It is here in our Critical Studies where we tell.
But we can’t tell you everything – we still have to leave some things unsaid.
Some of what we have learned has to remain tacit, available only in the work itself.
So we don’t explain, we simply frame what we do, looking up once in a while to take in the bigger picture.
You know that shot in ‘Jaws’ – the ‘contra zoom’ where the focus switches between foreground and background?
This is what we are doing with our Critical Studies – zooming in and out of that wider context.
It would be easier not to do this – easier not to have to walk to the studio past student encampments protesting the war in Gaza or the Ukraine, not to feel overwhelmed by the climate emergency, to not have to wonder about how to get creative jobs in an increasingly gentrified and precarious creative industry in a Northern city hollowed out by decades of disinvestment and to not have to be indebted forever for this experience.
It would be better to turn away from this, to ignore it or look at it in horror through our fingers, or to use art and design as a balm or an escape from this.
But as designers we have to locate ourselves against this bigger picture – designing is itself a utopian act.
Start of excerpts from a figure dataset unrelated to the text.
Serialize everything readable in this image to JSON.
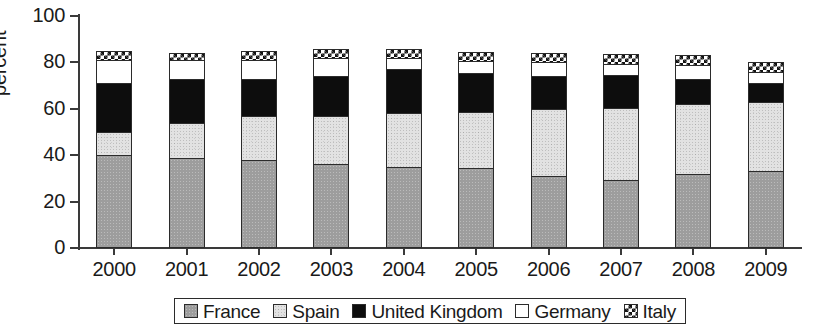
{
  "chart_data": {
    "type": "bar",
    "subtype": "stacked-vertical",
    "title": "",
    "xlabel": "",
    "ylabel": "percent",
    "ylim": [
      0,
      100
    ],
    "yticks": [
      0,
      20,
      40,
      60,
      80,
      100
    ],
    "grid": false,
    "legend_position": "bottom",
    "categories": [
      "2000",
      "2001",
      "2002",
      "2003",
      "2004",
      "2005",
      "2006",
      "2007",
      "2008",
      "2009"
    ],
    "series": [
      {
        "name": "France",
        "pattern": "dark-gray-stipple",
        "color": "#9d9d9d",
        "values": [
          40,
          39,
          38,
          36,
          35,
          34.5,
          31,
          29.5,
          32,
          33
        ]
      },
      {
        "name": "Spain",
        "pattern": "light-gray-stipple",
        "color": "#e2e2e2",
        "values": [
          10,
          15,
          19,
          21,
          23,
          24,
          29,
          31,
          30,
          30
        ]
      },
      {
        "name": "United Kingdom",
        "pattern": "solid-black",
        "color": "#0d0d0d",
        "values": [
          21,
          19,
          16,
          17,
          19,
          17,
          14,
          14,
          11,
          8
        ]
      },
      {
        "name": "Germany",
        "pattern": "white-open",
        "color": "#ffffff",
        "values": [
          10,
          8,
          8,
          8,
          5,
          5,
          6,
          5,
          6,
          5
        ]
      },
      {
        "name": "Italy",
        "pattern": "black-white-checker",
        "color": "#ffffff",
        "values": [
          4,
          3,
          4,
          4,
          4,
          4,
          4,
          4,
          4,
          4
        ]
      }
    ],
    "totals": [
      85,
      84,
      85,
      86,
      86,
      84.5,
      84,
      83.5,
      83,
      80
    ]
  },
  "axis": {
    "y_title": "percent",
    "y_tick_labels": [
      "100",
      "80",
      "60",
      "40",
      "20",
      "0"
    ],
    "x_tick_labels": [
      "2000",
      "2001",
      "2002",
      "2003",
      "2004",
      "2005",
      "2006",
      "2007",
      "2008",
      "2009"
    ]
  },
  "legend": {
    "items": [
      {
        "label": "France",
        "swatch": "swatch-france"
      },
      {
        "label": "Spain",
        "swatch": "swatch-spain"
      },
      {
        "label": "United Kingdom",
        "swatch": "swatch-united-kingdom"
      },
      {
        "label": "Germany",
        "swatch": "swatch-germany"
      },
      {
        "label": "Italy",
        "swatch": "swatch-italy"
      }
    ]
  }
}
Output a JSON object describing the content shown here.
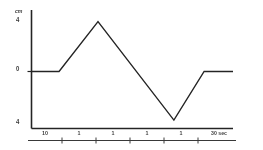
{
  "chart_data": {
    "type": "line",
    "title": "",
    "subtitle": "",
    "xlabel": "sec",
    "ylabel": "cm",
    "xlim": [
      0,
      30
    ],
    "ylim": [
      -4,
      4
    ],
    "grid": false,
    "legend": null,
    "axis": {
      "y_unit_label": "cm",
      "y_ticks": [
        {
          "value": 4,
          "label": "4"
        },
        {
          "value": 0,
          "label": "0"
        },
        {
          "value": -4,
          "label": "4"
        }
      ],
      "x_ticks": [
        {
          "value": 5,
          "label": "10"
        },
        {
          "value": 10,
          "label": "1"
        },
        {
          "value": 15,
          "label": "1"
        },
        {
          "value": 20,
          "label": "1"
        },
        {
          "value": 25,
          "label": "1"
        },
        {
          "value": 30,
          "label": "30 sec"
        }
      ]
    },
    "x": [
      0,
      4.1,
      9.9,
      21.2,
      25.7,
      30
    ],
    "y": [
      0,
      0,
      3.7,
      -3.6,
      0,
      0
    ],
    "series": [
      {
        "name": "displacement",
        "color": "#262626",
        "values": [
          0,
          0,
          3.7,
          -3.6,
          0,
          0
        ]
      }
    ],
    "annotations": []
  },
  "colors": {
    "ink": "#262626",
    "background": "#ffffff"
  }
}
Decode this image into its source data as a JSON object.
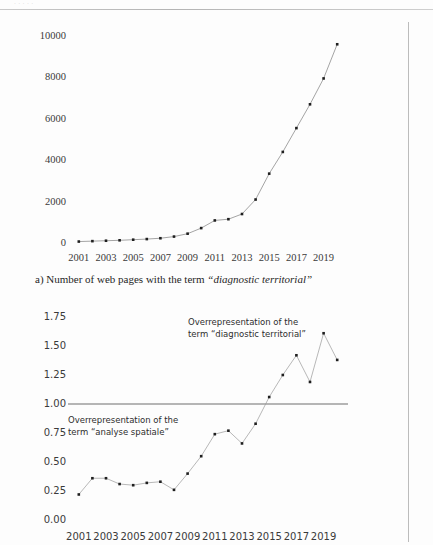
{
  "page": {
    "header_fragment": "· ·   · ·     ·",
    "caption_a_prefix": "a) Number of web pages with the term ",
    "caption_a_term": "“diagnostic territorial”",
    "ink_color": "#2b2b2b",
    "line_color": "#9a9a9a",
    "marker_color": "#1f1f1f",
    "rule_color": "#6f6f6f"
  },
  "chart_data": [
    {
      "id": "chart-a",
      "type": "line",
      "title": "",
      "subtitle": "",
      "caption": "a) Number of web pages with the term “diagnostic territorial”",
      "xlabel": "",
      "ylabel": "",
      "grid": false,
      "legend": "none",
      "xlim": [
        2000.5,
        2020.5
      ],
      "ylim": [
        0,
        10000
      ],
      "yticks": [
        "0",
        "2000",
        "4000",
        "6000",
        "8000",
        "10000"
      ],
      "ytick_values": [
        0,
        2000,
        4000,
        6000,
        8000,
        10000
      ],
      "xticks": [
        "2001",
        "2003",
        "2005",
        "2007",
        "2009",
        "2011",
        "2013",
        "2015",
        "2017",
        "2019"
      ],
      "xtick_values": [
        2001,
        2003,
        2005,
        2007,
        2009,
        2011,
        2013,
        2015,
        2017,
        2019
      ],
      "x": [
        2001,
        2002,
        2003,
        2004,
        2005,
        2006,
        2007,
        2008,
        2009,
        2010,
        2011,
        2012,
        2013,
        2014,
        2015,
        2016,
        2017,
        2018,
        2019,
        2020
      ],
      "values": [
        70,
        90,
        110,
        130,
        160,
        190,
        230,
        310,
        450,
        720,
        1090,
        1150,
        1400,
        2100,
        3350,
        4400,
        5550,
        6700,
        7950,
        9600
      ],
      "series": [
        {
          "name": "Number of web pages",
          "values": [
            70,
            90,
            110,
            130,
            160,
            190,
            230,
            310,
            450,
            720,
            1090,
            1150,
            1400,
            2100,
            3350,
            4400,
            5550,
            6700,
            7950,
            9600
          ]
        }
      ],
      "annotations": []
    },
    {
      "id": "chart-b",
      "type": "line",
      "title": "",
      "subtitle": "",
      "caption": "",
      "xlabel": "",
      "ylabel": "",
      "grid": false,
      "legend": "none",
      "xlim": [
        2000.5,
        2020.5
      ],
      "ylim": [
        0.0,
        1.75
      ],
      "yticks": [
        "0.00",
        "0.25",
        "0.50",
        "0.75",
        "1.00",
        "1.25",
        "1.50",
        "1.75"
      ],
      "ytick_values": [
        0.0,
        0.25,
        0.5,
        0.75,
        1.0,
        1.25,
        1.5,
        1.75
      ],
      "xticks": [
        "2001",
        "2003",
        "2005",
        "2007",
        "2009",
        "2011",
        "2013",
        "2015",
        "2017",
        "2019"
      ],
      "xtick_values": [
        2001,
        2003,
        2005,
        2007,
        2009,
        2011,
        2013,
        2015,
        2017,
        2019
      ],
      "reference_line": 1.0,
      "x": [
        2001,
        2002,
        2003,
        2004,
        2005,
        2006,
        2007,
        2008,
        2009,
        2010,
        2011,
        2012,
        2013,
        2014,
        2015,
        2016,
        2017,
        2018,
        2019,
        2020
      ],
      "values": [
        0.22,
        0.36,
        0.36,
        0.31,
        0.3,
        0.32,
        0.33,
        0.26,
        0.4,
        0.55,
        0.74,
        0.77,
        0.66,
        0.83,
        1.06,
        1.25,
        1.42,
        1.19,
        1.61,
        1.38
      ],
      "series": [
        {
          "name": "Overrepresentation ratio",
          "values": [
            0.22,
            0.36,
            0.36,
            0.31,
            0.3,
            0.32,
            0.33,
            0.26,
            0.4,
            0.55,
            0.74,
            0.77,
            0.66,
            0.83,
            1.06,
            1.25,
            1.42,
            1.19,
            1.61,
            1.38
          ]
        }
      ],
      "annotations": [
        {
          "id": "annot-upper",
          "text": "Overrepresentation of the\nterm “diagnostic territorial”"
        },
        {
          "id": "annot-lower",
          "text": "Overrepresentation of the\nterm “analyse spatiale”"
        }
      ]
    }
  ]
}
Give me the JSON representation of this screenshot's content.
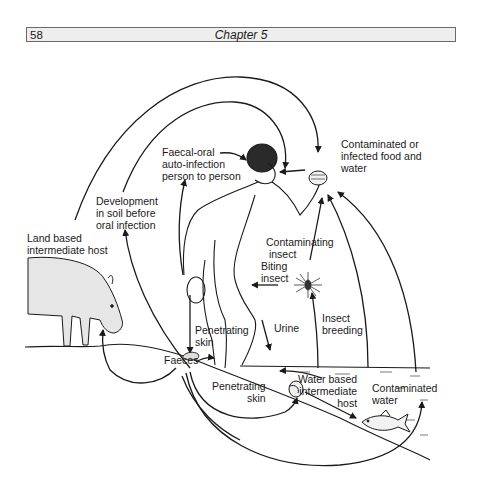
{
  "header": {
    "page_number": "58",
    "chapter_title": "Chapter 5"
  },
  "diagram": {
    "labels": {
      "faecal_oral": "Faecal-oral\nauto-infection\nperson to person",
      "contaminated_food": "Contaminated or\ninfected food and\nwater",
      "development_soil": "Development\nin soil before\noral infection",
      "land_host": "Land based\nintermediate host",
      "contaminating_insect": "Contaminating\n insect",
      "biting_insect": "Biting\ninsect",
      "penetrating_skin_1": "Penetrating\nskin",
      "urine": "Urine",
      "insect_breeding": "Insect\nbreeding",
      "faeces": "Faeces",
      "penetrating_skin_2": "Penetrating\nskin",
      "water_host": "Water based\nintermediate\nhost",
      "contaminated_water": "Contaminated\nwater"
    },
    "figures": [
      "human-figure",
      "pig",
      "fish",
      "insect",
      "food-bowl",
      "snail",
      "faeces-pile"
    ]
  }
}
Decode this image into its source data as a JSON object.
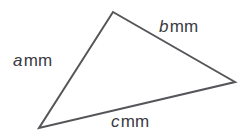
{
  "figure": {
    "background_color": "#ffffff",
    "stroke_color": "#55555a",
    "text_color": "#3a3a3f",
    "stroke_width": 2,
    "width": 243,
    "height": 132
  },
  "shape": {
    "name": "triangle",
    "vertices": [
      {
        "name": "apex",
        "x": 113,
        "y": 12
      },
      {
        "name": "right",
        "x": 235,
        "y": 82
      },
      {
        "name": "bottom-left",
        "x": 39,
        "y": 128
      }
    ],
    "points_attr": "113,12 235,82 39,128"
  },
  "labels": {
    "a": {
      "symbol": "a",
      "unit": "mm",
      "full": "a mm"
    },
    "b": {
      "symbol": "b",
      "unit": "mm",
      "full": "b mm"
    },
    "c": {
      "symbol": "c",
      "unit": "mm",
      "full": "c mm"
    }
  }
}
It says that this world is made by us and so it can also be unmade by us. We can make it clearer, more beautiful, more absorbing, more unique, more diverse, more accepting.
By confronting this bigger picture in our Critical Studies, we are growing up and through and out and round and into.
Maisie Allen
In this Critical Study essay film, Maisie is interested in patterns created by nature, particularly those created through biological processes and its importance to her in thinking about teaching in secondary school.
Seb Power
Seb's Critical Study essay film explores the relationship between modernism, Brutalism and the Japanese Metabolist movement within his graphic design practice.
Nik Pivinskis
Jake Wilson
In his Critical Study essay film, Jake Wilson investigates the relationship between technology and nature, looking at the work of James Bridle.
Fred Williamson
Fred's Critical Study essay film is an investigation into the nature of abstraction and graphic communication.
Josh Steele
Ellie Cianchi
Ellie look at the nature of perfectionism in both design and her own life.
Abbie Brumpton
Abbie's film looks at the semiotic, social and economic nature of everyday items.
George McGuiness
George McGuiness investigates the ways in which photographers and filmmakers, particularly those associated with Japan, have captured everyday life through poetic means.
Josh Steele talks through his obsession with outer space and how this has been documented through photographic technologies.
Nik's Critical Study Film investigates the phenomenon of Frutiger Aero a digital aesthetic that posits a nostalgia for visual culture in the early 2000s.
Daniel Almeida
Dan Almeida's final Critical Study essay film is a rhetorical call for us to reject the phone in favour of genuine human interaction.
Jade Berry
Jade's Critical Study looks at how graphic design has worked to help market women's football in the last five years.
Harrison Pawelec
Harrison's Critical Study essay film is an investigation into ephemerality and the Japanese Buddhist notion of mono no aware, the recognition of the transitory nature of design.
Beth Nesham
Beth's Research Film from Semester One investigates the relationship between graphic communication and healthcare.
Joseph Nolan
Joe's Research film explores how graphic communication can be used to raise awareness and protest socio-economic inequalities and injustice.
Hollie Walker
Hollie's Research film traces a history of the Sun as powerful symbol, icon and ideogram across a number of cultures throughout history.
Jake Wilson
Jake's Research film from Semester One is an attempt to understand notions of Hyperreality and the simulacra within contemporary digital graphic design.
Seb Power
Seb's initial Research film from Semester One is an exploration of the relationship between Brutalist architecture and graphic communication.
Fred Williamson
Fred's initial Research film looks at the nature of mythology within contemporary graphic design and branding, looking at the influence of early runic and pictogrammmic forms of visual language on branding and visual identity.